In the News
Robin Roberts (left), accompanied by nurse Tonya Samuel, as she was discharged from Memorial Sloan-Kettering after a stem cell transplant.
Good Morning America co-host Robin Roberts returned to the program today for the first time after receiving a stem cell transplant at Memorial Sloan-Kettering in the fall of 2012 for the treatment of myelodysplastic syndrome (MDS), a disease that arises in the bone marrow due to a disorder of hematopoietic stem cells, the immature cells from which all blood cells develop.
“I am so full of gratitude,” Ms. Roberts said on the program. “There are so many people that I want to thank throughout the morning—my doctors and nurses and family and colleagues and people who have sat in this chair and those who have blazed the trail before me.”
As part of her treatment, Ms. Roberts was hospitalized for several weeks and is now being closely monitored and cared for as an outpatient by a team of doctors, nurses, and staff under the direction of Sergio A. Giralt, Chief of Memorial Sloan-Kettering’s Adult Bone Marrow Transplantation Service.
Ms. Roberts thanked Dr. Giralt, who appeared on the program with her, for giving her the opportunity to take part in a clinical trial investigating better ways to prevent graft-versus-host disease, a complication of transplantation in which the donor cells recognize the recipient’s cells as foreign and attack them.
Dr. Giralt expressed his appreciation for her participation in the trial. “The standard treatments of today are developing because patients before you participated in clinical trials, and in a certain sense it’s our obligation as physicians and the patients of today to develop the standards of care for the patients of tomorrow,” he said.
In addition to thanking Dr. Giralt, Ms. Roberts expressed her gratitude toward the members of her Memorial Sloan-Kettering nursing team, who were also present in the studio.
“Looking over at the nurses, the technicians — the passion and compassion that you have for all of your patients is admirable,” she said. “And people have given me a standing ovation — we need to give these people a standing ovation.”
Nancie Simonet, who received a stem cell transplant at Memorial Sloan-Kettering, discusses how she balanced a rigorous treatment with family and managing a restaurant, before eventually getting her life back.
Learn more about Ms. Roberts’s ongoing journey – including the perspective of Dr. Giralt – in a special edition of the ABC television newsmagazine 20/20, airing on Friday, February 22, at 10:00 PM ET. In addition, Ms. Roberts’s experience with the disease and her treatment is featured in the cover story of the February 25 issue of People magazine.
To learn more about stem cell transplantation, read a Q&A with experts on our Adult Bone Marrow Transplantation Service about the procedure, the recovery process, and becoming a donor.
And, watch the story of Nancie Simonet, who received a stem cell transplant at Memorial Sloan-Kettering. Ms. Simonet and another one of our transplant recipients, Jennifer Jones Austin, were also featured on Good Morning America on February 18.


■ Problem requirements
Starting at the line that holds "Find the rectangle enclosing 'woman'.", reproduce each line exactly up to and including the last line of the records below. Pictures stay out.

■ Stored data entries
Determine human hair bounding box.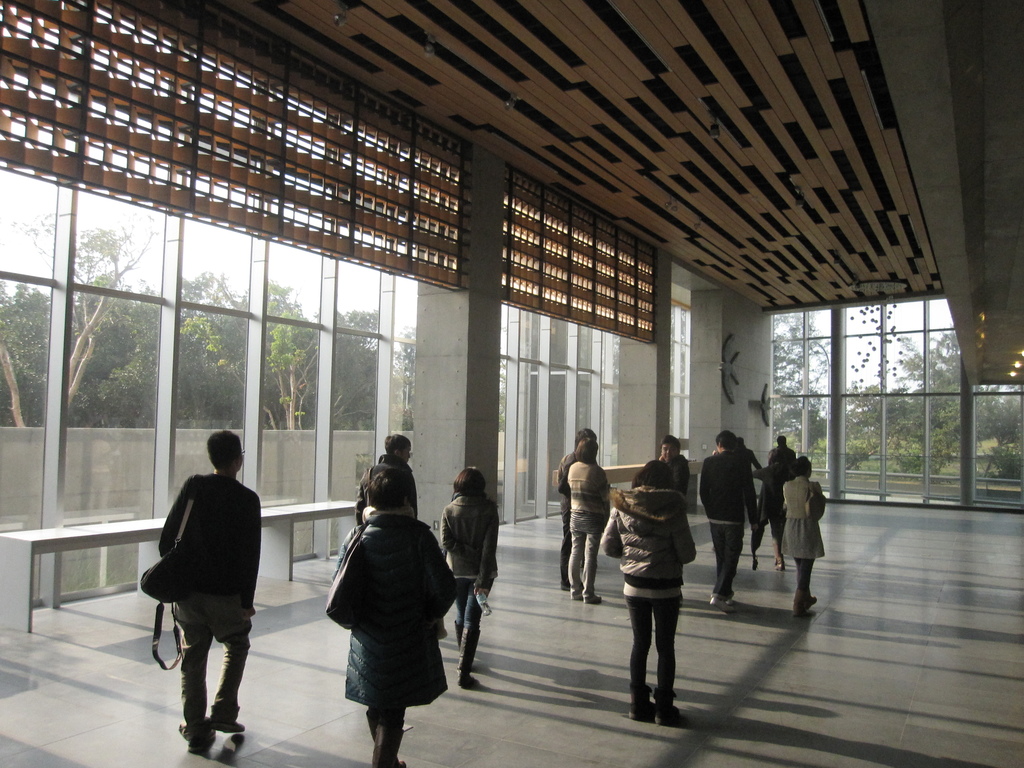
Determined: [left=628, top=458, right=673, bottom=488].
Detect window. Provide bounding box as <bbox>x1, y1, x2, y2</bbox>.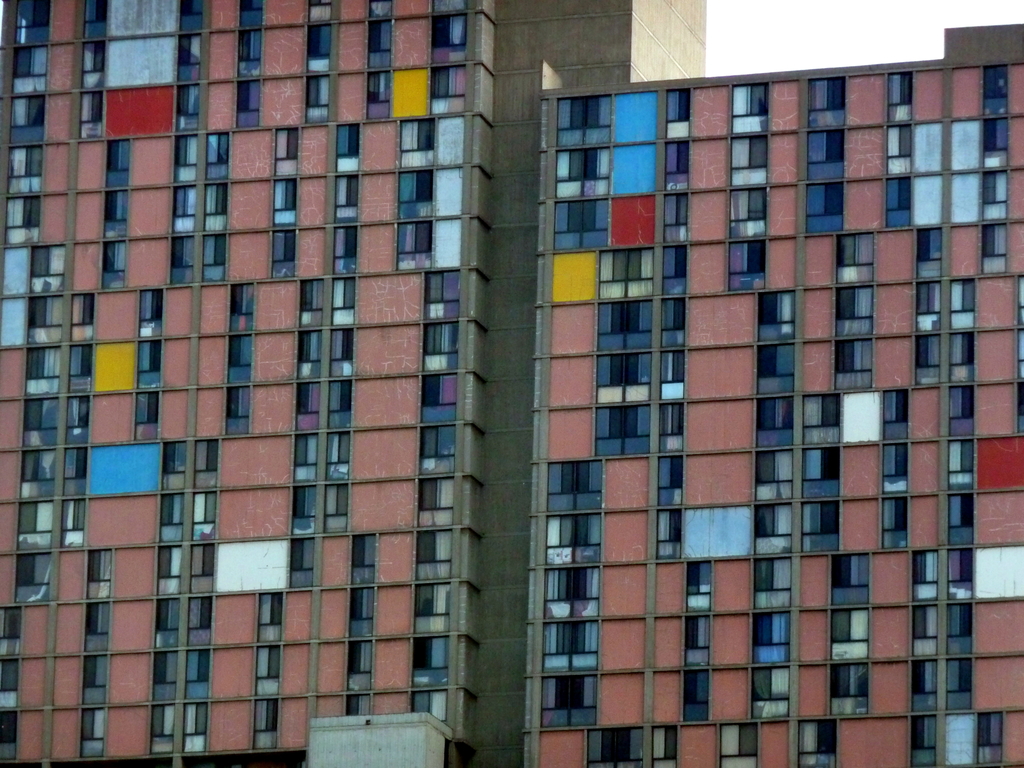
<bbox>7, 46, 51, 92</bbox>.
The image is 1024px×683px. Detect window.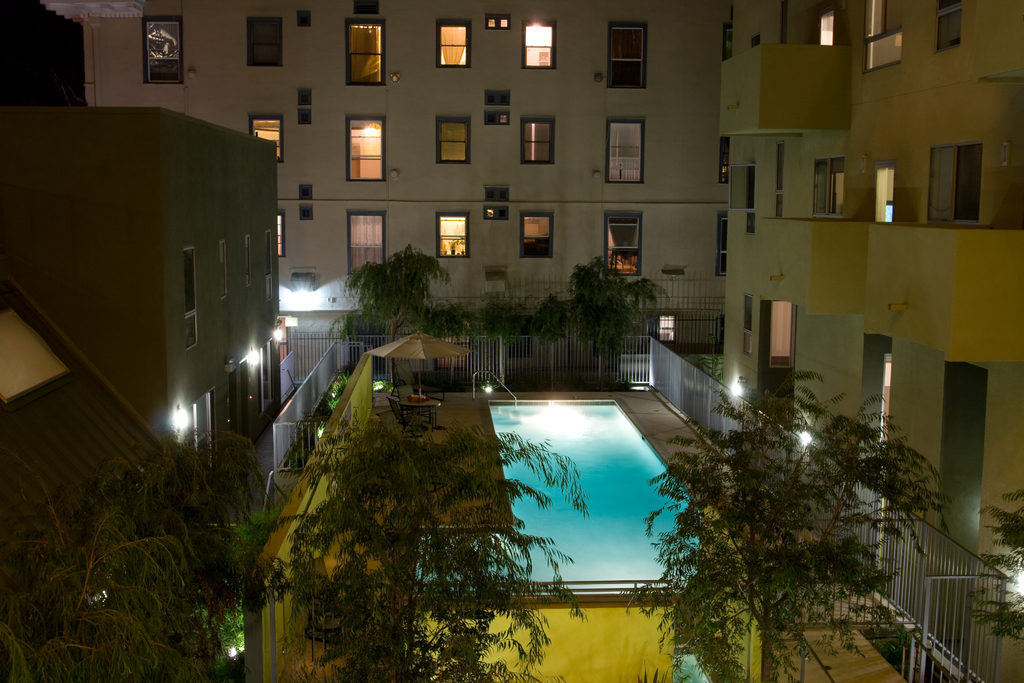
Detection: left=348, top=117, right=387, bottom=184.
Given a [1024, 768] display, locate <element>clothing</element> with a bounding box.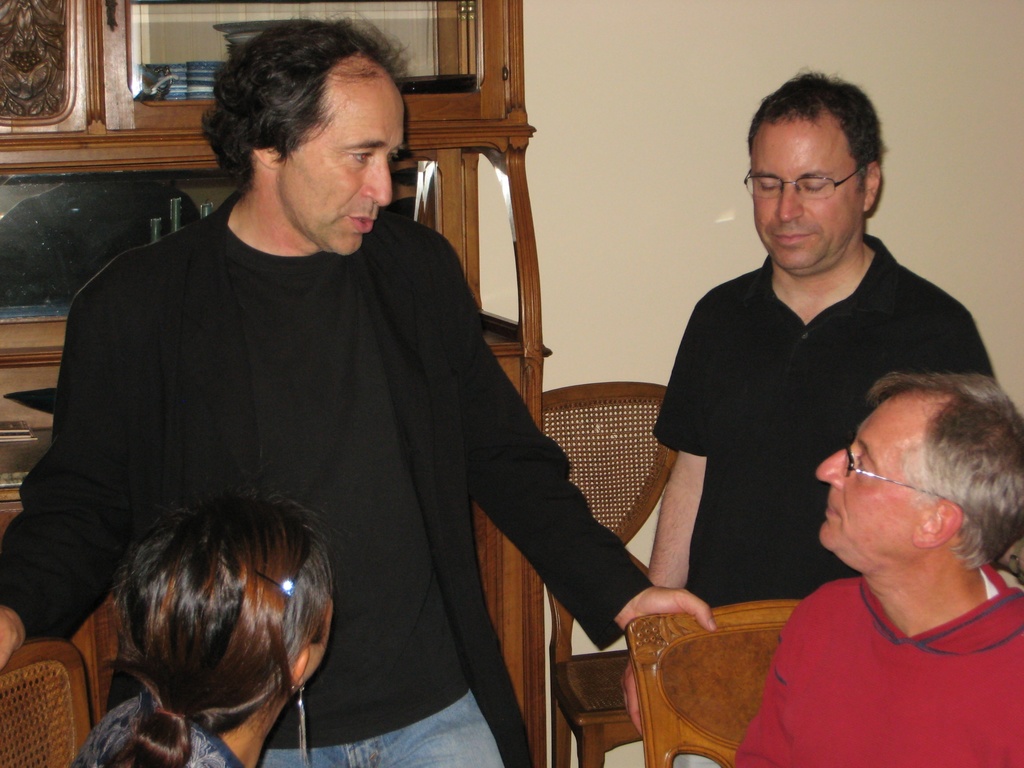
Located: pyautogui.locateOnScreen(35, 136, 575, 753).
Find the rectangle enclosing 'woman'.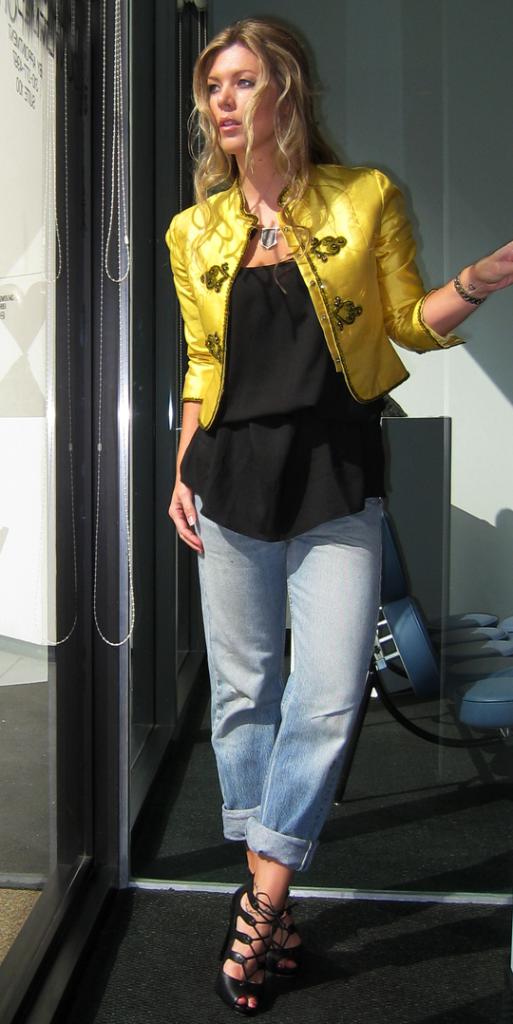
bbox=(142, 9, 427, 827).
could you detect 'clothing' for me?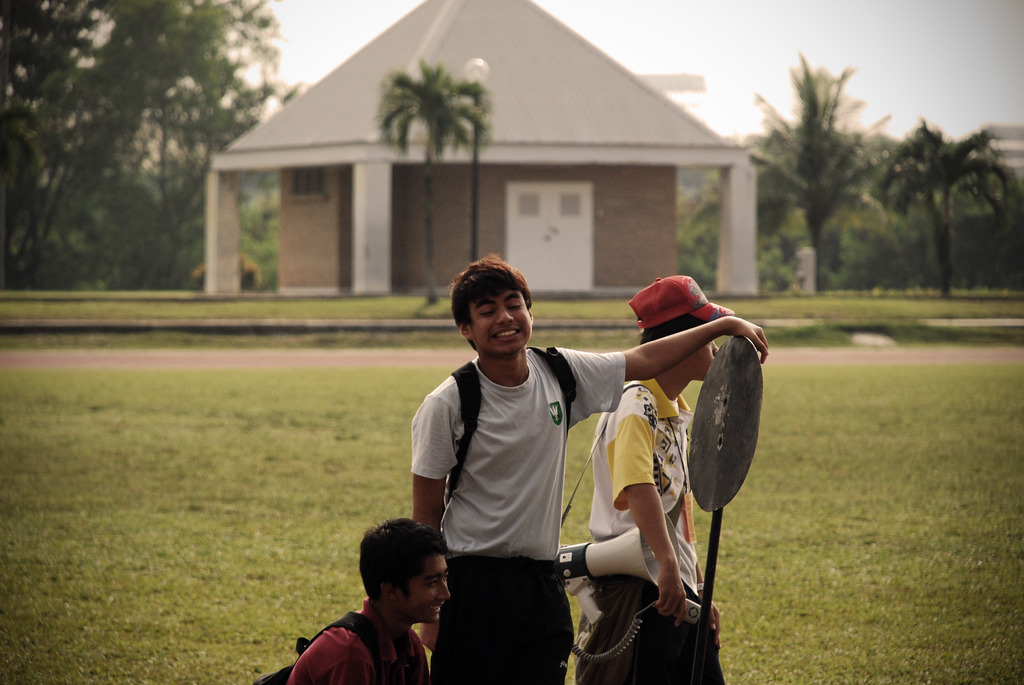
Detection result: 414/306/604/654.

■ Response to the exercise
Find the rectangle enclosing 'woman'.
bbox=(142, 9, 427, 827).
could you detect 'clothing' for me?
Detection result: 414/306/604/654.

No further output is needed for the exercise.